Đà Nẵng Air Base, 1966:
On
K-9 patrol with Blackie at the north end of Perimeter Road, at dusk, when
I noticed a cloud of knats swirling their drunken dance above the barbed
wire. Wanting to gage their direction, so I could alter mine, I stared
with growing interest as they drew closer until the cloud became a
towering twister-like funnel. Hey ... they're not knats ... what
the ... and then a fluttering blizzard of confetti swept across the
minefield, over the bunkers and fence line and across the runway toward
the ammo dump. Choi safe-conduct leaflets by the thousand wafted
down, from who knows where, and trashed across the field.
Many years passed before I learned the
literal translation of the leaflet, which follows, courtesy of a web
friend and scholar: Ba Nguyen. Mr. Nguyen was sixteen years of age when I
was in-country in 1965-1966, and his translation follows:
To: Don
Poss
Subject: Re: Propaganda Leaflets translation
Dear Don Poss,
In the leaflet in your homepage, the paragraph written in Vietnamese
means the same thing as the English and the Korean counterparts: A pass
for any VC or North Vietnam soldier who wants to take advantage of the
"Open Arm" campaign launched by the government of the Republic
of Vietnam. He can surrender at any government's agencies or at allied
forces (U.S. and Korea). These leaflet were dropped from airplanes into
the rural areas and jungles.
Hope this help you understand the leaflet.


> **PROBLEM STATEMENT**
Search the entries for the word "figure" and return every line where it is found.

______________________________

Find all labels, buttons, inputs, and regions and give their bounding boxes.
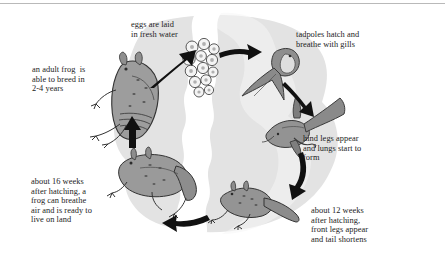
label-adult-frog-breeds: an adult frog is able to breed in 2-4 ye…	[32, 65, 85, 94]
diagram-canvas: eggs are laid in fresh water tadpoles ha…	[0, 6, 445, 259]
label-eggs-are-laid: eggs are laid in fresh water	[131, 20, 178, 39]
frog-life-cycle-figure: eggs are laid in fresh water tadpoles ha…	[0, 0, 445, 259]
label-hind-legs-appear: hind legs appear and lungs start to form	[303, 134, 361, 163]
label-twelve-weeks: about 12 weeks after hatching, front leg…	[311, 206, 368, 244]
label-sixteen-weeks: about 16 weeks after hatching, a frog ca…	[31, 177, 92, 225]
top-divider-rule	[0, 3, 445, 4]
label-tadpoles-hatch: tadpoles hatch and breathe with gills	[296, 30, 359, 49]
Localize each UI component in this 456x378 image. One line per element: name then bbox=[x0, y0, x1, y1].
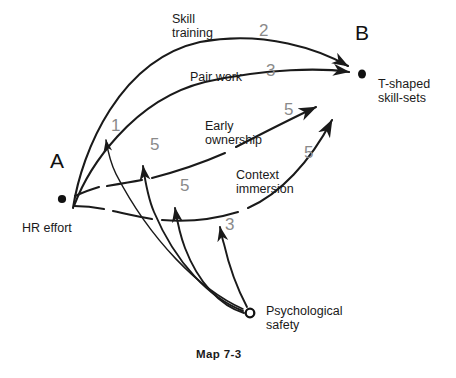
weight-skill-training: 2 bbox=[259, 22, 268, 39]
diagram-canvas: A B HR effort T-shaped skill-sets Psycho… bbox=[0, 0, 456, 378]
weight-ps-to-early-ownership: 5 bbox=[180, 177, 189, 194]
edge-label-early-ownership: Early ownership bbox=[205, 119, 262, 147]
node-a-dot bbox=[58, 195, 66, 203]
edge-label-context-immersion: Context immersion bbox=[236, 168, 294, 196]
edge-label-pair-work: Pair work bbox=[190, 70, 242, 84]
node-psychological-safety-label: Psychological safety bbox=[266, 304, 342, 332]
weight-ps-to-context-immersion: 3 bbox=[225, 216, 234, 233]
weight-early-ownership: 5 bbox=[284, 101, 293, 118]
weight-pair-work: 3 bbox=[266, 62, 275, 79]
causal-loop-diagram bbox=[0, 0, 456, 378]
node-b-label: T-shaped skill-sets bbox=[378, 77, 430, 105]
weight-context-immersion: 5 bbox=[304, 144, 313, 161]
figure-caption: Map 7-3 bbox=[196, 348, 242, 361]
node-psychological-safety-dot bbox=[246, 309, 255, 318]
edge-ps-to-skill-training bbox=[106, 140, 243, 309]
weight-ps-to-skill-training: 1 bbox=[111, 117, 120, 134]
node-a-label: HR effort bbox=[22, 221, 72, 235]
node-a-letter: A bbox=[50, 150, 64, 171]
node-b-dot bbox=[358, 69, 366, 78]
edge-ps-to-context-immersion bbox=[220, 227, 247, 307]
node-b-letter: B bbox=[355, 22, 369, 43]
edge-label-skill-training: Skill training bbox=[172, 12, 213, 40]
weight-ps-to-pair-work: 5 bbox=[150, 136, 159, 153]
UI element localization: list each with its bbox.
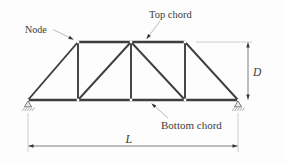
- span-dimension-label: L: [125, 132, 133, 146]
- right-end-diagonal-member: [185, 42, 238, 100]
- left-end-diagonal-member: [28, 42, 78, 100]
- node-label: Node: [25, 24, 47, 35]
- bottom-chord-label: Bottom chord: [161, 119, 222, 131]
- extension-lines: [28, 42, 252, 152]
- node-leader-line: [53, 30, 74, 40]
- node-top-3: [184, 41, 187, 44]
- truss-diagram: Node Top chord Bottom chord D L: [0, 0, 285, 164]
- node-top-1: [77, 41, 80, 44]
- node-bottom-3: [184, 99, 187, 102]
- truss-nodes: [27, 41, 239, 102]
- depth-dimension-label: D: [252, 66, 262, 78]
- node-bottom-1: [77, 99, 80, 102]
- bottom-chord-leader-line: [152, 104, 169, 119]
- truss-diagram-canvas: Node Top chord Bottom chord D L: [0, 0, 285, 164]
- diagonal-member-3: [131, 42, 185, 100]
- top-chord-leader-line: [147, 21, 161, 39]
- node-bottom-2: [130, 99, 133, 102]
- truss-members: [28, 42, 238, 100]
- diagonal-member-2: [78, 42, 131, 100]
- diagram-labels: Node Top chord Bottom chord D L: [25, 9, 262, 146]
- right-support-icon: [232, 101, 245, 111]
- node-top-2: [130, 41, 133, 44]
- leader-lines: [53, 21, 168, 118]
- left-support-icon: [22, 101, 35, 111]
- top-chord-label: Top chord: [149, 9, 192, 20]
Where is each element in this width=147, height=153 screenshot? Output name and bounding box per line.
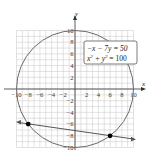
x-axis-label: x [141, 80, 146, 88]
x-tick-label: 8 [120, 91, 123, 98]
y-tick-label: 6 [70, 50, 74, 57]
x-tick-label: −6 [36, 91, 44, 98]
y-tick-label: 8 [70, 38, 73, 45]
x-tick-label: 4 [97, 91, 101, 98]
y-tick-label: −4 [67, 109, 75, 116]
y-tick-label: −2 [67, 97, 74, 104]
equation-legend: −x − 7y = 50 x2 + y2 = 100 [84, 41, 137, 64]
x-tick-label: −4 [48, 91, 56, 98]
y-tick-label: 2 [70, 74, 73, 81]
intersection-point-2 [108, 133, 113, 138]
y-tick-label: −6 [67, 120, 75, 127]
x-tick-label: −8 [25, 91, 32, 98]
x-tick-label: 6 [108, 91, 112, 98]
intersection-point-1 [26, 122, 31, 127]
x-tick-labels: −10−8−6−4−2246810 [11, 91, 136, 98]
x-tick-label: 2 [85, 91, 88, 98]
system-graph: x y −10−8−6−4−2246810 108642−2−4−6−8−10 … [0, 0, 147, 153]
equation-line-label: −x − 7y = 50 [87, 44, 128, 53]
y-tick-label: −8 [67, 132, 74, 139]
y-axis-label: y [74, 10, 79, 18]
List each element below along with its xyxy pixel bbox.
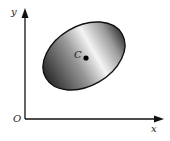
origin-label: O [13,113,21,124]
point-c-label: C [74,49,82,60]
y-axis [22,8,29,119]
point-c-marker [83,55,88,60]
y-axis-label: y [10,6,17,17]
x-axis-label: x [151,123,157,134]
y-axis-arrowhead-icon [22,8,29,18]
x-axis-arrowhead-icon [154,116,164,123]
diagram-canvas: y x O C [0,0,170,141]
ellipse-body [31,8,137,104]
x-axis [25,116,164,123]
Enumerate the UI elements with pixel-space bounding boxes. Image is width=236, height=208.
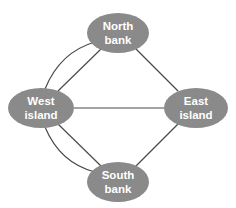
node-label-line1: West	[27, 95, 54, 107]
bridges-graph-diagram: North bank West island East island South…	[0, 0, 236, 208]
node-label-line1: South	[102, 169, 135, 181]
node-shape	[8, 88, 74, 128]
node-shape	[87, 13, 149, 53]
node-shape	[87, 162, 149, 202]
node-west-island: West island	[8, 88, 74, 128]
edge-west-south-straight	[58, 124, 101, 166]
node-label-line2: island	[179, 109, 212, 121]
edge-north-east	[136, 49, 178, 91]
edge-west-south-curved	[45, 127, 95, 172]
node-label-line2: island	[24, 109, 57, 121]
node-label-line2: bank	[105, 34, 132, 46]
node-south-bank: South bank	[87, 162, 149, 202]
edge-west-north-straight	[58, 49, 101, 91]
edge-south-east	[136, 124, 178, 166]
node-label-line2: bank	[105, 183, 132, 195]
node-label-line1: North	[103, 20, 134, 32]
node-north-bank: North bank	[87, 13, 149, 53]
node-shape	[164, 88, 228, 128]
edge-west-north-curved	[45, 42, 95, 89]
node-east-island: East island	[164, 88, 228, 128]
node-label-line1: East	[184, 95, 208, 107]
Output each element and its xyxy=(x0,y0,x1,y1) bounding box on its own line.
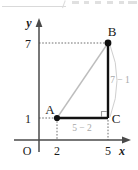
point-c-label: C xyxy=(112,111,121,126)
x-tick-label-5: 5 xyxy=(105,144,111,158)
point-a-label: A xyxy=(45,102,55,117)
point-b-label: B xyxy=(108,24,117,39)
x-tick-label-2: 2 xyxy=(54,144,60,158)
origin-label: O xyxy=(23,144,32,158)
figure-canvas: A B C 7 1 2 5 O x y 5 − 2 7 − 1 xyxy=(0,0,138,170)
point-b-dot xyxy=(105,40,112,47)
segment-hypotenuse-ab xyxy=(57,43,108,118)
coordinate-diagram: A B C 7 1 2 5 O x y 5 − 2 7 − 1 xyxy=(0,0,138,170)
y-tick-label-1: 1 xyxy=(25,112,31,126)
x-axis-label: x xyxy=(118,144,125,158)
y-axis-arrow-icon xyxy=(36,18,43,27)
y-axis-label: y xyxy=(24,16,32,30)
x-axis-arrow-icon xyxy=(122,137,131,144)
measure-label-vertical: 7 − 1 xyxy=(110,75,130,85)
point-a-dot xyxy=(54,115,60,121)
measure-label-horizontal: 5 − 2 xyxy=(72,123,92,133)
right-angle-square-icon xyxy=(102,112,108,118)
y-tick-label-7: 7 xyxy=(25,37,31,51)
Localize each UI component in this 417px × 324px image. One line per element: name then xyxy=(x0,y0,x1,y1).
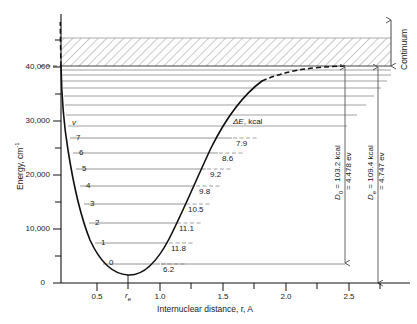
de-annotation: De = 109.4 kcal = 4.747 ev xyxy=(367,145,386,200)
vib-label-2: 2 xyxy=(95,219,99,227)
y-tick-label-40000: 40,000 xyxy=(26,63,50,71)
y-tick-label-10000: 10,000 xyxy=(26,225,50,233)
delta-e-symbol: ΔE xyxy=(233,117,244,126)
plot-canvas xyxy=(0,0,417,324)
potential-curve-asymptote-dashed xyxy=(262,66,345,81)
y-tick-label-20000: 20,000 xyxy=(26,171,50,179)
delta-e-value-7.9: 7.9 xyxy=(236,140,247,148)
delta-e-value-11.8: 11.8 xyxy=(171,245,186,253)
re-subscript: e xyxy=(128,296,131,302)
potential-energy-diagram: Energy, cm-1 0 10,000 20,000 30,000 40,0… xyxy=(0,0,417,324)
delta-e-value-8.6: 8.6 xyxy=(222,155,233,163)
vib-label-5: 5 xyxy=(82,165,86,173)
y-axis-exponent: -1 xyxy=(14,142,20,147)
d0-annotation: D0 = 103.2 kcal = 4.478 ev xyxy=(334,145,353,200)
delta-e-unit: , kcal xyxy=(244,117,263,126)
y-tick-label-0: 0 xyxy=(41,279,45,287)
d0-ev-text: = 4.478 ev xyxy=(345,145,353,190)
re-label: re xyxy=(125,292,131,302)
vib-label-1: 1 xyxy=(101,239,105,247)
delta-e-value-6.2: 6.2 xyxy=(163,266,174,274)
delta-e-value-10.5: 10.5 xyxy=(188,206,204,214)
vib-label-0: 0 xyxy=(109,259,113,267)
continuum-band xyxy=(61,38,391,66)
vib-label-3: 3 xyxy=(90,200,94,208)
delta-e-header: ΔE, kcal xyxy=(233,118,262,126)
vib-label-7: 7 xyxy=(76,134,80,142)
delta-e-value-11.1: 11.1 xyxy=(179,225,194,233)
y-axis-ticks xyxy=(53,40,61,283)
de-kcal-text: = 109.4 kcal xyxy=(366,145,375,188)
x-tick-label-0.5: 0.5 xyxy=(91,293,102,301)
y-axis-title-text: Energy, cm xyxy=(15,148,25,190)
x-axis-ticks xyxy=(97,283,380,291)
v-axis-label: v xyxy=(72,119,76,127)
de-subscript: e xyxy=(371,191,377,194)
x-tick-label-1.5: 1.5 xyxy=(217,293,228,301)
x-tick-label-1.0: 1.0 xyxy=(154,293,165,301)
vib-label-6: 6 xyxy=(79,149,83,157)
vib-label-4: 4 xyxy=(86,182,90,190)
x-tick-label-2.0: 2.0 xyxy=(280,293,291,301)
d0-symbol: D xyxy=(333,194,342,200)
potential-energy-curve xyxy=(61,66,262,275)
d0-kcal-text: = 103.2 kcal xyxy=(333,145,342,188)
vibrational-levels-upper xyxy=(62,70,391,126)
de-symbol: D xyxy=(366,194,375,200)
delta-e-value-9.8: 9.8 xyxy=(199,188,210,196)
continuum-label: Continuum xyxy=(400,29,409,70)
de-ev-text: = 4.747 ev xyxy=(378,145,386,190)
x-tick-label-2.5: 2.5 xyxy=(343,293,354,301)
y-axis-title: Energy, cm-1 xyxy=(14,142,24,190)
delta-e-value-9.2: 9.2 xyxy=(210,171,221,179)
x-axis-title: Internuclear distance, r, A xyxy=(157,305,253,314)
y-tick-label-30000: 30,000 xyxy=(26,117,50,125)
d0-subscript: 0 xyxy=(338,191,344,194)
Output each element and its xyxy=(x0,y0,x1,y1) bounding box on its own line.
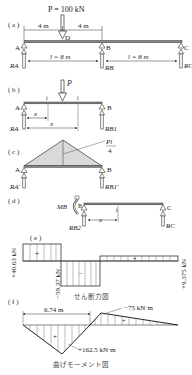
beam-ab xyxy=(24,102,102,104)
sign-pos-2: + xyxy=(122,318,126,324)
continuous-beam-diagram: ( a ) P = 100 kN 4 m 4 m D A B C xyxy=(0,0,192,375)
section-mark: i xyxy=(116,207,118,213)
reaction-c-label: RC xyxy=(183,62,192,70)
reaction-b-label: RB xyxy=(104,64,114,72)
sign-pos: + xyxy=(53,333,57,341)
panel-a: ( a ) P = 100 kN 4 m 4 m D A B C xyxy=(8,5,192,72)
support-a-icon xyxy=(21,43,27,48)
sign-neg: − xyxy=(79,270,83,278)
panel-e-shear-diagram: ( e ) + − + +40.63 kN −59.37 kN +9 xyxy=(10,234,188,301)
reaction-b1-label: RB1 xyxy=(104,125,117,133)
panel-c-tag: ( c ) xyxy=(8,148,20,156)
moment-value-pos: +162.5 kN·m xyxy=(78,346,116,354)
dim-right: 4 m xyxy=(78,22,89,30)
support-a-label: A xyxy=(15,166,20,174)
support-b-icon xyxy=(99,104,105,109)
reaction-b1-prime-label: RB1' xyxy=(104,183,119,191)
span-bc-label: l = 8 m xyxy=(128,53,148,61)
reaction-a-prime-label: RA' xyxy=(9,183,21,191)
reaction-a-arrow-icon xyxy=(22,173,27,188)
support-a-label: A xyxy=(15,44,20,52)
moment-dim: 6.74 m xyxy=(44,306,64,314)
dim-x2: x xyxy=(49,120,54,128)
beam-bc xyxy=(84,203,163,205)
panel-c: ( c ) Pl 4 A B RA' RB1' xyxy=(8,138,119,191)
section-mark-1: i xyxy=(46,95,48,101)
sign-pos: + xyxy=(35,250,39,258)
moment-value-neg: −75 kN·m xyxy=(124,304,154,312)
shear-caption: せん断力図 xyxy=(74,292,109,301)
reaction-c-arrow-icon xyxy=(179,49,184,68)
reaction-b-arrow-icon xyxy=(100,173,105,188)
reaction-a-label: RA xyxy=(9,125,19,133)
reaction-a-arrow-icon xyxy=(22,110,27,129)
support-a-icon xyxy=(21,104,27,109)
support-a-label: A xyxy=(15,104,20,112)
reaction-a-label: RA xyxy=(9,62,19,70)
peak-label-den: 4 xyxy=(108,147,112,155)
support-c-label: C xyxy=(184,44,189,52)
support-c-label: C xyxy=(167,204,172,212)
panel-a-tag: ( a ) xyxy=(8,21,20,29)
support-b-icon xyxy=(99,168,105,173)
panel-f-moment-diagram: ( f ) 6.74 m + + −75 kN·m +1 xyxy=(8,298,178,369)
reaction-b2-label: RB2 xyxy=(68,224,82,232)
panel-e-tag: ( e ) xyxy=(30,234,42,242)
load-label: P = 100 kN xyxy=(48,5,85,14)
section-mark-2: i xyxy=(77,95,79,101)
span-ab-label: l = 8 m xyxy=(50,53,70,61)
moment-mb-label: MB xyxy=(56,203,68,211)
support-b-icon xyxy=(99,43,105,48)
support-b-label: B xyxy=(107,104,112,112)
panel-b: ( b ) P i i A B x x RA RB1 xyxy=(8,79,117,133)
reaction-c-label: RC xyxy=(165,222,175,230)
support-b-label: B xyxy=(106,44,111,52)
beam-abc xyxy=(24,41,182,43)
panel-d-tag: ( d ) xyxy=(8,197,20,205)
moment-caption: 曲げモーメント図 xyxy=(53,360,109,369)
panel-b-tag: ( b ) xyxy=(8,86,20,94)
peak-label-num: Pl xyxy=(105,138,112,146)
load-p-label: P xyxy=(66,79,72,88)
reaction-b-arrow-icon xyxy=(100,49,105,68)
dim-x1: x xyxy=(33,110,38,118)
reaction-b2-arrow-icon xyxy=(82,211,87,226)
shear-value-right: +9.375 kN xyxy=(180,259,188,289)
reaction-c-arrow-icon xyxy=(161,211,166,226)
load-arrow-icon xyxy=(59,80,67,101)
beam-ab xyxy=(24,166,102,168)
reaction-a-arrow-icon xyxy=(22,49,27,68)
shear-value-mid: −59.37 kN xyxy=(54,269,62,299)
support-a-icon xyxy=(21,168,27,173)
shear-value-left: +40.63 kN xyxy=(10,248,18,278)
panel-d: ( d ) MB B C i x RB2 RC xyxy=(8,196,175,232)
support-b-label: B xyxy=(107,166,112,174)
support-b-label: B xyxy=(78,203,82,209)
support-c-icon xyxy=(160,205,166,210)
panel-f-tag: ( f ) xyxy=(8,298,19,306)
dim-left: 4 m xyxy=(38,22,49,30)
reaction-b-arrow-icon xyxy=(100,110,105,129)
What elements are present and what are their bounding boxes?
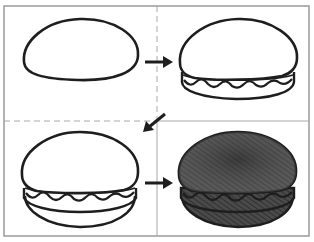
burger-drawing-steps-diagram: How to draw a burger (4 steps) Step 1: d… (0, 0, 314, 242)
bun-top-oval (24, 19, 138, 80)
bun-top-dome (22, 132, 138, 193)
bun-shade-overlay (179, 132, 296, 193)
arrow-down-left-icon (143, 114, 165, 132)
arrow-right-icon (145, 177, 173, 189)
step-1-panel (24, 19, 138, 80)
step-4-panel (179, 132, 296, 227)
step-3-panel (22, 132, 138, 227)
step-2-panel (180, 19, 297, 99)
diagram-canvas (0, 0, 314, 242)
arrow-right-icon (145, 56, 173, 68)
bun-top-dome (180, 19, 297, 80)
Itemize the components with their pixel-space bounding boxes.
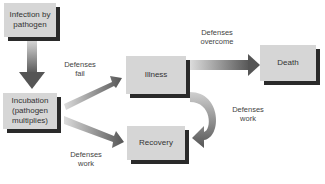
label-defenses-fail-line1: Defenses <box>58 60 102 69</box>
label-defenses-work-b-line2: work <box>226 114 270 123</box>
node-incubation: Incubation (pathogen multiplies) <box>3 93 57 129</box>
arrow-incubation-to-illness <box>64 76 122 110</box>
label-defenses-work-b-line1: Defenses <box>226 105 270 114</box>
label-defenses-work-incubation: Defenses work <box>64 150 108 168</box>
node-incubation-line3: multiplies) <box>12 116 49 126</box>
arrow-illness-to-death <box>190 54 260 76</box>
label-defenses-overcome-line1: Defenses <box>192 28 242 37</box>
node-death-label: Death <box>277 58 298 68</box>
label-defenses-work-illness: Defenses work <box>226 105 270 123</box>
node-illness: Illness <box>126 56 186 94</box>
node-illness-label: Illness <box>145 70 168 80</box>
node-death: Death <box>260 45 316 81</box>
label-defenses-fail-line2: fail <box>58 69 102 78</box>
label-defenses-work-a-line1: Defenses <box>64 150 108 159</box>
label-defenses-overcome: Defenses overcome <box>192 28 242 46</box>
node-incubation-line2: (pathogen <box>12 106 49 116</box>
arrow-illness-to-recovery <box>190 92 216 148</box>
node-infection: Infection by pathogen <box>4 3 56 37</box>
node-infection-line2: pathogen <box>10 20 51 30</box>
node-incubation-line1: Incubation <box>12 96 49 106</box>
node-recovery-label: Recovery <box>139 138 173 148</box>
label-defenses-work-a-line2: work <box>64 159 108 168</box>
arrow-infection-to-incubation <box>19 40 45 89</box>
label-defenses-overcome-line2: overcome <box>192 37 242 46</box>
node-recovery: Recovery <box>127 126 185 160</box>
arrow-incubation-to-recovery <box>64 116 124 148</box>
node-infection-line1: Infection by <box>10 10 51 20</box>
label-defenses-fail: Defenses fail <box>58 60 102 78</box>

______________________________

> **RESPONSE**
frog-life-cycle-figure: eggs are laid in fresh water tadpoles ha…	[0, 0, 445, 259]
figure-caption: Map 7-3 bbox=[196, 348, 242, 361]
figure-canvas: A B C 7 1 2 5 O x y 5 − 2 7 − 1 xyxy=(0,0,138,170)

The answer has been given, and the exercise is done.